“By the time you dot the final I’s and cross the final T’s, the assessment is already out of date.”
— Taylor Sullivan
Episode Overview
In this episode I’m joined by rising I/O rockstar Taylor Sullivan, IO psychologist and the architect of Workera’s assessment strategy. With Taylor’s guidance Workera, a verified skills intelligence platform, is doing something most of the industry is still afraid to do: going all in on using AI to build, deliver, and validate AI-based assessments.
Taylor and I (and my AI co-host Mayda Tokens) dig into how this actually works, why it’s scientifically defensible, and why the industry needs to stop waiting and start moving.
Topics Discussed & Key Insights
1. Traditional Assessment Development Is Already Broken
By the time a traditional assessment clears all the I-dotting and T-crossing, it’s often already out of date. AI changes that — enabling dynamic content generation, richer construct understanding, and real-time iteration that keeps pace with how work actually evolves.
2. Codifying Measurement Science Into a Multi-Agent System
Workera didn’t just bolt AI onto existing processes. They embedded IO psychology’s core principles — evidence-centered design, validity frameworks, job analysis — directly into a multi-agent authoring system. Experts define the standards. Agents execute to those standards. The science drives the machine, not the other way around.
Here’s a brief sketch of how it works in practice
* Define the purpose — Tell the agent what you’re measuring and why. This grounds everything that follows.
* Extract the construct — The agent probes the skill space using critical incident techniques, identifying what great performance actually looks like.
* Design the assessment — The agent selects question formats (multiple choice, drag and drop, voice interaction, sequencing) based on what will best elicit evidence of the skill.
* Automated quality review — Before anything goes live, the system checks for bias, language issues, and content alignment to the original skill definition.
* Monitor and improve — Once deployed, the agent tracks response patterns, flags problems, and learns from score appeals adjudicated by humans.
The skill domain is flexible — it works for cheeseburgers or cybersecurity. The methodology behind it is the same either way.
3. The “Harness” — Why This Is Safe
The key to responsible agentic AI isn’t less autonomy — it’s a well-designed harness (the constrained ecosystem where the agents do their thing). Human experts define what good looks like, set quality thresholds, and build in escalation points. The agents work within those constraints and loop back when they hit uncertainty. As Taylor puts it: “It’s not running completely autonomously unchecked.”
4. This Is About Development, Not Just Hiring
Workera’s primary focus is post-hire — workforce development, upskilling, and learning. Once an assessment identifies verified gaps in a person’s skills, the platform connects those gaps directly to personalized learning plans, curating from an organization’s existing content library. Two people can get the same score on an assessment and walk away with completely different development paths based on their specific pattern of strengths and gaps.
5. Verified Skills Intelligence — What It Actually Means
In a world where AI can write a perfect resume and LinkedIn profile for anyone, credentials are noise. Verified skills intelligence cuts through that — using assessment to generate actual evidence of what someone can do, fit for the stakes of the decision being made.
Final Takeaway
The tools to move beyond multiple choice, beyond static assessments, and beyond slow validation cycles exist today. The bottleneck isn’t technology — it’s the will to trust well-designed systems. When the science is built into the machine from the start, speed and rigor aren’t in conflict. They’re the same thing.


* Task item
Set every record down again exactly. Do not carry over the pictures.

◆ ◆ ◆ ◆ ◆ ◆ ◆

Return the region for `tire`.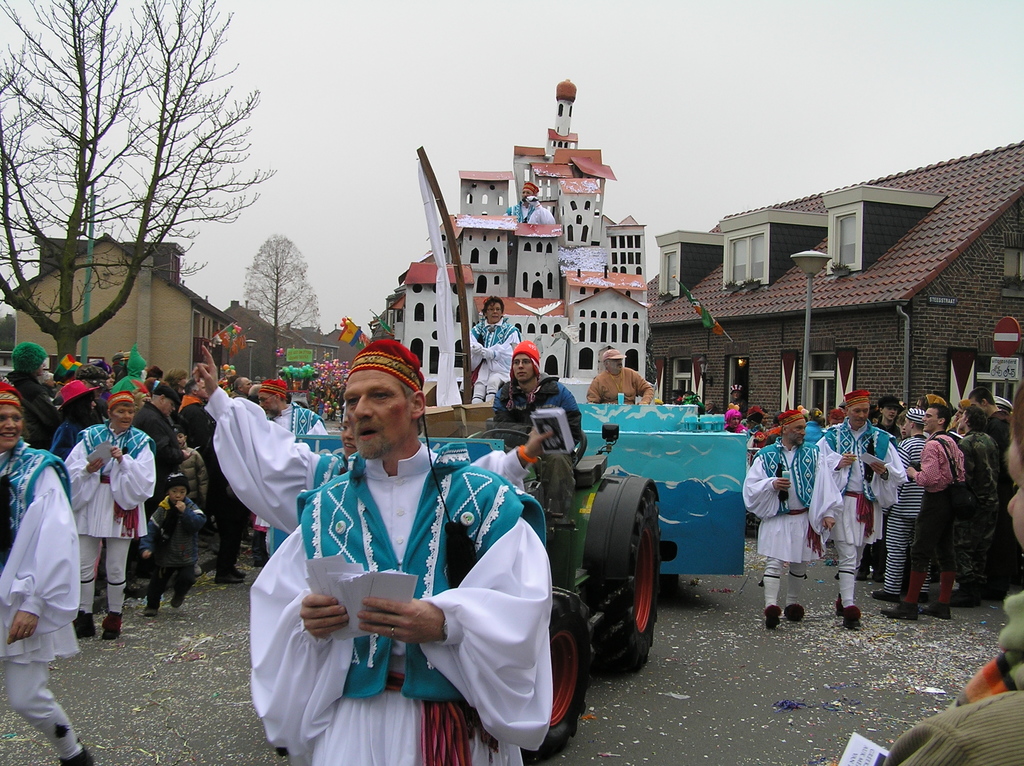
region(520, 602, 586, 755).
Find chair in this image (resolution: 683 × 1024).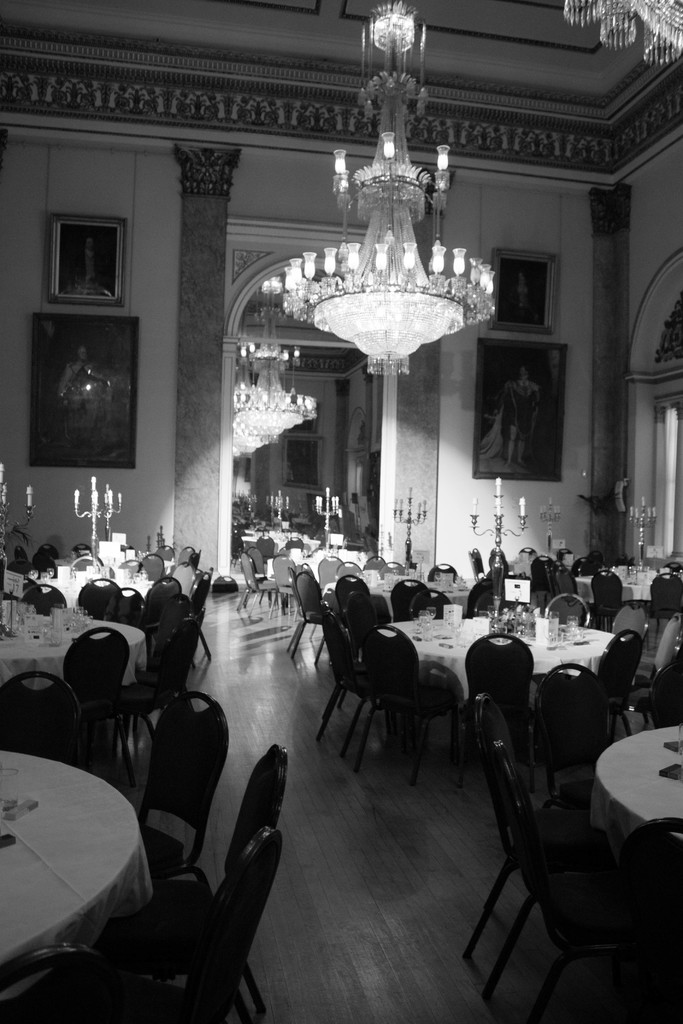
region(119, 620, 194, 734).
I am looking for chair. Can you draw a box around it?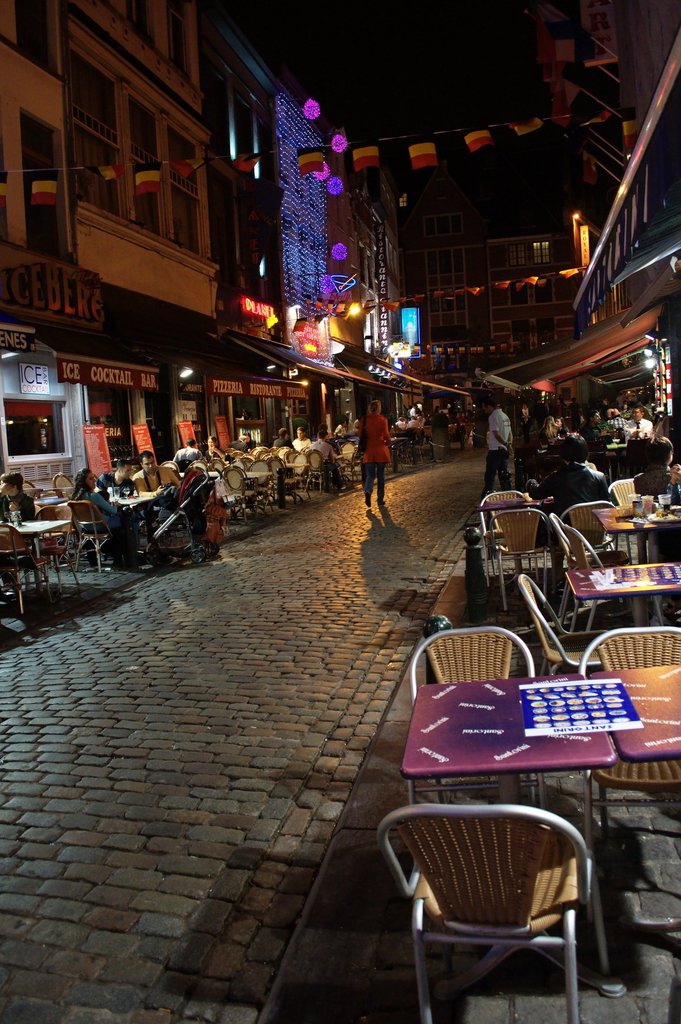
Sure, the bounding box is bbox=[284, 456, 309, 502].
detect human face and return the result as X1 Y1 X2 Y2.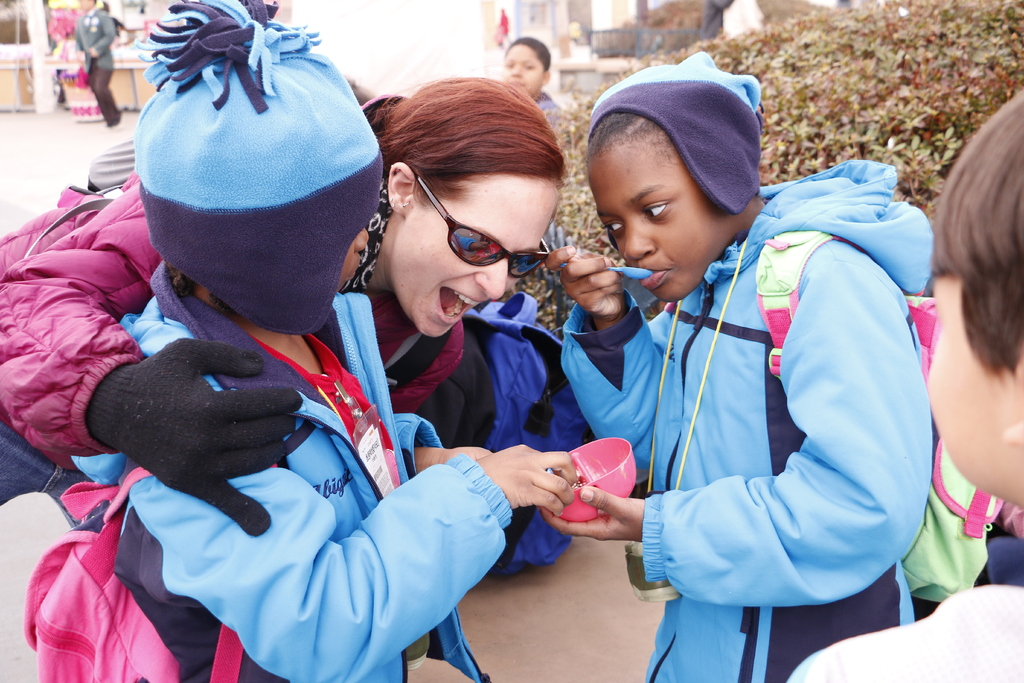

◆ ◆ ◆ ◆ ◆ ◆ ◆

* Reply to the task
Return the region for `tire`.
region(520, 602, 586, 755).
Find chair in this image (resolution: 683 × 1024).
region(119, 620, 194, 734).
I am looking for chair. Can you draw a box around it?
Sure, the bounding box is bbox=[284, 456, 309, 502].
detect human face and return the result as X1 Y1 X2 Y2.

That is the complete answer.